Every year I go through this ritual: being gone too long working on fires and coming home to total household collapse. It's like my house is not my own, and I don't even know where to begin the restoration process. This year I swore I wouldn't put my family through the traditional freak-out demon-mom session, since it really isn't fair to them, so I have spent the last 17 hours employing all types of breathing exercises and chanting little mantras to myself. One step at a time. It's only dirt. It's all fixable. It will be better soon. One load of laundry. Clean the toilet. Wash the dishes. Look in the refrigerator. Walk away, save that for when you are drunk later. Of course it doesn't help that I came home feeling like the worst kind of crap you can imagine. The kind of crap that I can't even tell anybody about because you'd look at me forever like the girl that feels like that kind of crap. Damaging crap. Damaging to my body and mind and soul. My body had the kind of break down while I was away that bodies just shouldn't have. Even old people bodies. The kind with stuff happening that you can't really pay people enough money to deal with because it's that uncool. Like, "kids, when I get old, if I ever start to ______, then just shoot me, ok?" Except I am 36, which granted is old, but not old enough for this stuff. I just want to crawl into my bed and hide. Or die. Or both. But I can't, because then people, like my husband, are like, why are you hiding in bed? And I am like, because I don't want to talk about it. And he is like, what did I do now? And I am like, it's not about you. But go away. And he is like, but we need to unpack the car. And the household has collapsed. Someone needs to re-erect it. And I am like, crap. One more load of laundry. A shower. Put on a bra that has been worn less than 5 days in a row. Vacuum. Cut hair out of power head. Vacuum. Do more dishes. Imagine cooking dinner. Do not cry. Imagine going to store to buy dinner. Do not hyperventilate. You used to know how to cook. Vacuum some more. Hide in bed. Succumb to guilt. Clean the bathroom sink. How does it get so gross in a month with less than one person using it? Consider folding laundry. Save that for the drunken later. Put on cleanest pair of sweatpants. Curse broken body. Take a nap.
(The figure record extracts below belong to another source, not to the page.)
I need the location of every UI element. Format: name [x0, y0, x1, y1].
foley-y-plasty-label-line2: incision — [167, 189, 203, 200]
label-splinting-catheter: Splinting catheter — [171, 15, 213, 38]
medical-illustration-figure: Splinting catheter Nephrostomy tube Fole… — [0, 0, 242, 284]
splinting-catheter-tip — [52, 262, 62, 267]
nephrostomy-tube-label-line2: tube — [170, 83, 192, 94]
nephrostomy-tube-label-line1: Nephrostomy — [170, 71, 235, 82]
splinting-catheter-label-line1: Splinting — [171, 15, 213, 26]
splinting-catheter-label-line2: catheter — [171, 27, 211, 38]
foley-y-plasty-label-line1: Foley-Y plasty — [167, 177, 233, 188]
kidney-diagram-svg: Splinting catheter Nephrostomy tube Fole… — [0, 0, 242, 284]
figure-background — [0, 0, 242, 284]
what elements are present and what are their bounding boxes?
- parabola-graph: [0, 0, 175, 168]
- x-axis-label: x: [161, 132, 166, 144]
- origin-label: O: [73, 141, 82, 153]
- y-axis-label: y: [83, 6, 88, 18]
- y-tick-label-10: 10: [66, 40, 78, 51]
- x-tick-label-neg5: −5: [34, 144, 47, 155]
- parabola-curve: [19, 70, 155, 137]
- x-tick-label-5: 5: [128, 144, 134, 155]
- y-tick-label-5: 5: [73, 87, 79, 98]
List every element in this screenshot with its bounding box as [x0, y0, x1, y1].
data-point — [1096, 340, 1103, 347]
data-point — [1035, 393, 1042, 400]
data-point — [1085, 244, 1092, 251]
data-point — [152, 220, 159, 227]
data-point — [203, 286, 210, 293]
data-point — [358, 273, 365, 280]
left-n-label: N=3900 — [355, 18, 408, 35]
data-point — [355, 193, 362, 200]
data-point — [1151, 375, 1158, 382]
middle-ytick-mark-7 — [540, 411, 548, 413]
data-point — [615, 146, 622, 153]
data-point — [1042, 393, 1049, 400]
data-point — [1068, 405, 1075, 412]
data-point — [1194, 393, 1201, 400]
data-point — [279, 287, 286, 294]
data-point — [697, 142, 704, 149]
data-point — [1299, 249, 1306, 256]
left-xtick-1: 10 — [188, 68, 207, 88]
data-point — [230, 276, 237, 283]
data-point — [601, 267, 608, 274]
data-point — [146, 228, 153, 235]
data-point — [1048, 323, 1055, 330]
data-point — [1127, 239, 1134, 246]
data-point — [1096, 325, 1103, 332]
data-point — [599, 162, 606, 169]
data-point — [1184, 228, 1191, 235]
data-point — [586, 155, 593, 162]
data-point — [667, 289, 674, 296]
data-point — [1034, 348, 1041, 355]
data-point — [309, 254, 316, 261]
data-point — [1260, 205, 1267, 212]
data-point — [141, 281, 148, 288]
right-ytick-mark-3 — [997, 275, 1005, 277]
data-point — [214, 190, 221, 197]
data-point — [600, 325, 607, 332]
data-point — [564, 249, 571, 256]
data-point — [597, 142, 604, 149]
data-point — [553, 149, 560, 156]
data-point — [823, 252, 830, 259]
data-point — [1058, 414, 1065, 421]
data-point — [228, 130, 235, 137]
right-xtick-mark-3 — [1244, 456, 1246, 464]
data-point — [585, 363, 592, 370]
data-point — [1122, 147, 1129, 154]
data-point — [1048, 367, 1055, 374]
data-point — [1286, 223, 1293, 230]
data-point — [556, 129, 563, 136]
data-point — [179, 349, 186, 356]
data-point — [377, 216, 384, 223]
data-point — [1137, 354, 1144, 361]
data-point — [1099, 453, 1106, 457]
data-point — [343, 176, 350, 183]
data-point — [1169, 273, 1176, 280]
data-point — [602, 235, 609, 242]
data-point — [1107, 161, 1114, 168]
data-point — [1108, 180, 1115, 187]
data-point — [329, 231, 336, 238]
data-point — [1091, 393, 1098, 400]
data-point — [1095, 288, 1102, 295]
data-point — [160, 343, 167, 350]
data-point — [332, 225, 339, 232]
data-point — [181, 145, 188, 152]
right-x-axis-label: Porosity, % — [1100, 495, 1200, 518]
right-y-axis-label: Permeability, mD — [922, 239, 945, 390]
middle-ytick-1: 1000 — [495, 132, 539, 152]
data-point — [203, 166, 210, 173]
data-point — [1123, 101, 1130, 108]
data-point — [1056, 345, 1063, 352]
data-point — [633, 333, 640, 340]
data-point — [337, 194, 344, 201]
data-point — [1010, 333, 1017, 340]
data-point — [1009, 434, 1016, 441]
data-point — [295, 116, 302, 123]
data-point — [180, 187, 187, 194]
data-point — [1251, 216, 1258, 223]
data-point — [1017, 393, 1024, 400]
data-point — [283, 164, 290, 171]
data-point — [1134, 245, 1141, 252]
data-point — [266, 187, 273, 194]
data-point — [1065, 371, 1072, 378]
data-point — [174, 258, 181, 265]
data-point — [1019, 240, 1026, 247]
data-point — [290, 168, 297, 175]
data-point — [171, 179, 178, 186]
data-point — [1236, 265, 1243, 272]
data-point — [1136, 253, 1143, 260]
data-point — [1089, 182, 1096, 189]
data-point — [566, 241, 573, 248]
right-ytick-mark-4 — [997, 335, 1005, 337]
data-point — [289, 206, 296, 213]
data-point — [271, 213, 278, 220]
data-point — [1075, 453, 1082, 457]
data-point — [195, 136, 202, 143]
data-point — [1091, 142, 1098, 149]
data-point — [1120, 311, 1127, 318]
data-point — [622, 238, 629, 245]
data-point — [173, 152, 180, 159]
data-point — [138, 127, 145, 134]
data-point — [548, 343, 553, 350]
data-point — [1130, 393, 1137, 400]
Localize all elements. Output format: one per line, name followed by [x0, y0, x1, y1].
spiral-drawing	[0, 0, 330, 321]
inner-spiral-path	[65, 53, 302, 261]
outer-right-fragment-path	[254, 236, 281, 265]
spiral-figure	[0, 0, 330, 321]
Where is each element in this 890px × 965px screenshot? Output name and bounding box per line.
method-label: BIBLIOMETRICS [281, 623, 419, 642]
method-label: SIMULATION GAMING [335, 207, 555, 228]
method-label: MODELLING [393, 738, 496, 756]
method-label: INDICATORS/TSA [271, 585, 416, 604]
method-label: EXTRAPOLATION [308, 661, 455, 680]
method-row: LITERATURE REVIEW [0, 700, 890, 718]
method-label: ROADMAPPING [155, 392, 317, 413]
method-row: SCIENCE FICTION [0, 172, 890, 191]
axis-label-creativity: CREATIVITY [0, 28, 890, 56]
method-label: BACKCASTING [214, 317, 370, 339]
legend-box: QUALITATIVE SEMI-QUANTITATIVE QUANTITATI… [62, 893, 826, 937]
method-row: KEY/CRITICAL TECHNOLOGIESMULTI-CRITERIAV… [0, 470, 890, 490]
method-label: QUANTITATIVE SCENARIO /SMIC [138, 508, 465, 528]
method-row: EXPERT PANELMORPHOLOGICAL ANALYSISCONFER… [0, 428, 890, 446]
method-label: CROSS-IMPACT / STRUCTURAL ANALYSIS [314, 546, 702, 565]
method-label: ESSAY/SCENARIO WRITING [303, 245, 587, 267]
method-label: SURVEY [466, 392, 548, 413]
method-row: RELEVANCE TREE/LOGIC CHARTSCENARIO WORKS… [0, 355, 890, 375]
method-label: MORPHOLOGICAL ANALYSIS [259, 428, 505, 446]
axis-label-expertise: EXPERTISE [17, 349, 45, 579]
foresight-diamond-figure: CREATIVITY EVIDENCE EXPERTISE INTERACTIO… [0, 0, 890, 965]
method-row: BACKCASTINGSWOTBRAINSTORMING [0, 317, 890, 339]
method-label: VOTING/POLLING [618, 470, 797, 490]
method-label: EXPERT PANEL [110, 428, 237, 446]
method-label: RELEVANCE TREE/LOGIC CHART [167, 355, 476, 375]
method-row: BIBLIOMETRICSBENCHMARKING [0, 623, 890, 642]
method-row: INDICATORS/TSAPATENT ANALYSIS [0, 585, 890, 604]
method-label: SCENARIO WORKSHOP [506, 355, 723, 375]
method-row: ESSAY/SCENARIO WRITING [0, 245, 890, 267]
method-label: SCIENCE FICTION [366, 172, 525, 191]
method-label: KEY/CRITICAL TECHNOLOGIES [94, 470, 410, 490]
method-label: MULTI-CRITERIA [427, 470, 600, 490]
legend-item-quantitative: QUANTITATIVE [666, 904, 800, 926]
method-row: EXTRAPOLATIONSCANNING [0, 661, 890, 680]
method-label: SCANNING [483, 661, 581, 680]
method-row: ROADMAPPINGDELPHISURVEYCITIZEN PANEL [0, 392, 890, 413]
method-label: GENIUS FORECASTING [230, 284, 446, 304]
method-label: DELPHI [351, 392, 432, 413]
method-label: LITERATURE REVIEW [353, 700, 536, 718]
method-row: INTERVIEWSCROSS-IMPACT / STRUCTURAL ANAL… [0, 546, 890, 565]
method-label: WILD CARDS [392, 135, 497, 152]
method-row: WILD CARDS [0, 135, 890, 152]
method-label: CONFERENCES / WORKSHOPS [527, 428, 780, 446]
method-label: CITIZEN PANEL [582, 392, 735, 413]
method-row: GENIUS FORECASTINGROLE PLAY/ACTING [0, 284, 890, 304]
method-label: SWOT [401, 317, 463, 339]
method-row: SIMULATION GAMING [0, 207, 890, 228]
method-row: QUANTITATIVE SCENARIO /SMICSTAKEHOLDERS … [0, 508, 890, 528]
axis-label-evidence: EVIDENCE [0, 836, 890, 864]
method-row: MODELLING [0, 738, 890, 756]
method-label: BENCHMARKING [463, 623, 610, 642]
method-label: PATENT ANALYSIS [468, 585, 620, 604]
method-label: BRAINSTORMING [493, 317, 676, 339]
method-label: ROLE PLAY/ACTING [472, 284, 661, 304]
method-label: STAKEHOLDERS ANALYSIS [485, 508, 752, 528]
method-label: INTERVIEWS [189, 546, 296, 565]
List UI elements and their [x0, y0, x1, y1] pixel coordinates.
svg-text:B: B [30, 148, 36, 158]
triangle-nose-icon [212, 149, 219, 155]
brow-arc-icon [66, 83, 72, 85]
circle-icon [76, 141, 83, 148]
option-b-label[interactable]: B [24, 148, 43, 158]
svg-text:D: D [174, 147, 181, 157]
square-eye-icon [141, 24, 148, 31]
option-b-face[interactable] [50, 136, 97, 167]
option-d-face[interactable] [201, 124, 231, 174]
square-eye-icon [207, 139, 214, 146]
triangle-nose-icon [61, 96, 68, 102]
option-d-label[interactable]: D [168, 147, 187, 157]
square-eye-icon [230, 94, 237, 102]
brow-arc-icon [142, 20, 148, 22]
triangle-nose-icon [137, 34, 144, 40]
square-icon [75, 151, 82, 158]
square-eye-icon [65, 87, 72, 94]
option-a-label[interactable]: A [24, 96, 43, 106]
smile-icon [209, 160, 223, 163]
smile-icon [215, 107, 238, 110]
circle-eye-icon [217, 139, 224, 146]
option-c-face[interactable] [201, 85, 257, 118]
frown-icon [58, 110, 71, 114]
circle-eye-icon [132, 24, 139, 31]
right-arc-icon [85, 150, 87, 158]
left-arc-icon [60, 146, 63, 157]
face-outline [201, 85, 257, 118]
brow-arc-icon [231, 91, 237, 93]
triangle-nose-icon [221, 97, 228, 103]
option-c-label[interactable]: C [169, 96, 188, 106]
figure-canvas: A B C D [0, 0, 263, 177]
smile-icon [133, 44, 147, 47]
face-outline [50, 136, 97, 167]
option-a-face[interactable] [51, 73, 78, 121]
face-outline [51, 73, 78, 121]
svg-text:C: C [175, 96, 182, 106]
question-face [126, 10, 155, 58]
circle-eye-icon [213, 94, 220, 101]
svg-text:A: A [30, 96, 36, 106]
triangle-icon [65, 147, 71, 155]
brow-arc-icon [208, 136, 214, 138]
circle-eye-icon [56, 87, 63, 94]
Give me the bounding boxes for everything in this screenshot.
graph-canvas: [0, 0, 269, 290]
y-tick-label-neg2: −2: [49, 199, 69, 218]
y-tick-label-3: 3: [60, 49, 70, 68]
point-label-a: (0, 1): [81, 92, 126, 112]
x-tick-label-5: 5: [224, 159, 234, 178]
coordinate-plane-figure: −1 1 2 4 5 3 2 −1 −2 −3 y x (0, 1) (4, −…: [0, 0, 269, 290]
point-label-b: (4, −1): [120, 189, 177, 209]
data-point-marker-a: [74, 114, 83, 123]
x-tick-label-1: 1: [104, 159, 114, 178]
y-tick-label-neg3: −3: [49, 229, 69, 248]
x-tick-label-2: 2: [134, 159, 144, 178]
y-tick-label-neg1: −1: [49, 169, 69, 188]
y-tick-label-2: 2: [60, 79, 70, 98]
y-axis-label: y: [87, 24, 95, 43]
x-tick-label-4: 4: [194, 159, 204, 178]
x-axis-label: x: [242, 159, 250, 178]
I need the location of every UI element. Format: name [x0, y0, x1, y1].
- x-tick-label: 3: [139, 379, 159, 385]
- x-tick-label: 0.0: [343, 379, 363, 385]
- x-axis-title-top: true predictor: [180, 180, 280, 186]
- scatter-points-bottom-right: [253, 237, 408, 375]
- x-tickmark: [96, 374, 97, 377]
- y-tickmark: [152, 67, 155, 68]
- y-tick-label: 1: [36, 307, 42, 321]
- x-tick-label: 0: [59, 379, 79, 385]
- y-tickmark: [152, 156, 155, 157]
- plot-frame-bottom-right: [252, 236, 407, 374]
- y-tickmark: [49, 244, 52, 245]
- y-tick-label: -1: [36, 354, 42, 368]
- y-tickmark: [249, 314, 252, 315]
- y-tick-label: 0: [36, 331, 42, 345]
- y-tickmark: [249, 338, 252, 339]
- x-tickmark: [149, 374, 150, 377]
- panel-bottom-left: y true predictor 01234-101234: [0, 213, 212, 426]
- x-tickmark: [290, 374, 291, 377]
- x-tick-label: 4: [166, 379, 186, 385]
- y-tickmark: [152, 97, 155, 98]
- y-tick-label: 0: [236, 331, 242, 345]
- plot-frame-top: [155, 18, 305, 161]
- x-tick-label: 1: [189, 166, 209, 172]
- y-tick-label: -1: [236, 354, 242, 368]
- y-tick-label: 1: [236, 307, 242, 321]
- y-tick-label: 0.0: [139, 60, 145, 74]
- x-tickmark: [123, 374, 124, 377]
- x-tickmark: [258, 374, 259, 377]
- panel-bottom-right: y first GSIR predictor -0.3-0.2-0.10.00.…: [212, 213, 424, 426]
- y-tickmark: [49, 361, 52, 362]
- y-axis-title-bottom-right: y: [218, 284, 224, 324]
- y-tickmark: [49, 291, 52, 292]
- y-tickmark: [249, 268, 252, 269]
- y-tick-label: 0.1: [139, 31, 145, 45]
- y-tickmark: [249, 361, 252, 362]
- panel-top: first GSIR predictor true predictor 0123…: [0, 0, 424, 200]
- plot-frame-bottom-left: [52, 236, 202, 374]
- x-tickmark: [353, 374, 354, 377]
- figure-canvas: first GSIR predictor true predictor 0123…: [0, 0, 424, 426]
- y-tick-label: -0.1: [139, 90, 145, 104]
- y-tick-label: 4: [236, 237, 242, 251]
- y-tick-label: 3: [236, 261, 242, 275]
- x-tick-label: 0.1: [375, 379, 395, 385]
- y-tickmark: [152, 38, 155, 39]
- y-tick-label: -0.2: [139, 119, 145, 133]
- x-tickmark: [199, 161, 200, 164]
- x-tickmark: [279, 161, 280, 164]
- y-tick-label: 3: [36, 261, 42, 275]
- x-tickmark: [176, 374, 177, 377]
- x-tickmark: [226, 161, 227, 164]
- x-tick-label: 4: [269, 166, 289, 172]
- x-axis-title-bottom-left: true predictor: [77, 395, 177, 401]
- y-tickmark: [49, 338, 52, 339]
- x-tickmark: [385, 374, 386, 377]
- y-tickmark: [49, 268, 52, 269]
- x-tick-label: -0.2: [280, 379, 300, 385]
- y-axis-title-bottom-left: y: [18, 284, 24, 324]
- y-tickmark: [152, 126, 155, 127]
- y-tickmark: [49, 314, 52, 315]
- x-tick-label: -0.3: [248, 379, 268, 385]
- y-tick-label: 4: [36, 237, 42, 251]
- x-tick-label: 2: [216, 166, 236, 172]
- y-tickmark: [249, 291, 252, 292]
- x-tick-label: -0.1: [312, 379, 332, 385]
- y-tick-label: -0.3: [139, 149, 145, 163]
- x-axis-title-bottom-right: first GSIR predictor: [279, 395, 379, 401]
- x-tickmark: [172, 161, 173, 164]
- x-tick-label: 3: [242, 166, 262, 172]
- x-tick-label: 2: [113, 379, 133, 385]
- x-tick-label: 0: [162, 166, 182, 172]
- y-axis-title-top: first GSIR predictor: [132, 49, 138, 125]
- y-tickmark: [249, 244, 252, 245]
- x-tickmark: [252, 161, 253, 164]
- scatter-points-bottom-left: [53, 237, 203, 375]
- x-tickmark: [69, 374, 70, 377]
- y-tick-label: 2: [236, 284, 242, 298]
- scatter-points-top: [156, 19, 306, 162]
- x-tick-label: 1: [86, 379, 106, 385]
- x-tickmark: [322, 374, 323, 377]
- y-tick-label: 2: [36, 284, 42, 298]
This is what the day after a month of fire looks like. I just want someone that is dressed like a fairy godmother and who smells really clean to come over here and pat me on my head and say, there there, I know how much your ______ hurts right now, you just relax with these Very Strong Narcotics and some cheap wine while I tear out all of your disgusting carpets and paint your walls and make you Chicken Divan for dinner. That's all. Just that.
Instead, I will load up my long dormant Scentsy warmers that seem to mock me with their futile and fictitious clean smells. I will stare at the family pack of chicken thighs and contemplate how to cook them. I will change my clothes three times, thinking some outfit will make me feel better and like I didn't gain 10 pounds sitting in a very uncomfortable car for 30 days. I will just breathe. And maybe I will start drinking. And as that sets in, I will start to imagine how great our house will be with the new, clean, fresh-wood smelling floors that the fires have bought us. And the new, clean, smooth tiles in the not-disgusting-anymore bathroom after it gets fixed up in a couple of weeks. And all of the other amazing changes that a month of getting-through it has earned. It is so good to be home. Even if the household has collapsed. Every dish needs to be re-washed, every towel folded, every surface decontaminated, de-haired and dusted. By the time my head cold and these other too-bad-to-talk-about maladies have subsided, the house will be clean enough that I won't feel like I need toilet seat covers in my own bathroom and nitrile gloves to touch my own dishes. It's just the combination of a new-old house that still has remnants of someone else's dirt and the haunting aura of a smell that isn't ours, with a month of feral dogs and kids and Nobody That Really Cares, and being out of control. It really all boils down to control. I am out of control of my body, my house, my kids, my life. I put it on hold for too long and lost control. And it isn't necessarily a bad thing. It's a chance to figure out what I can, and should control in my life, and re-evaluate where my priorities are. Clearly in this case it was a clean toilet, since that's the first thing I did last night and then just to be safe, repeated the procedure this morning. I have also had no fewer than three pairs of sweatpants on since nine o clock last night, as if I have been gone from them for so long that they all needed a turn on my body when I got home. Sweatpants are another item of Major Importance in my life, apparently. And I haven't yelled at either of the two kids that have been around, which means that they must be pretty important too. I think I have gotten enough small things done to warrant a nap. Just a small one. And then I will start again.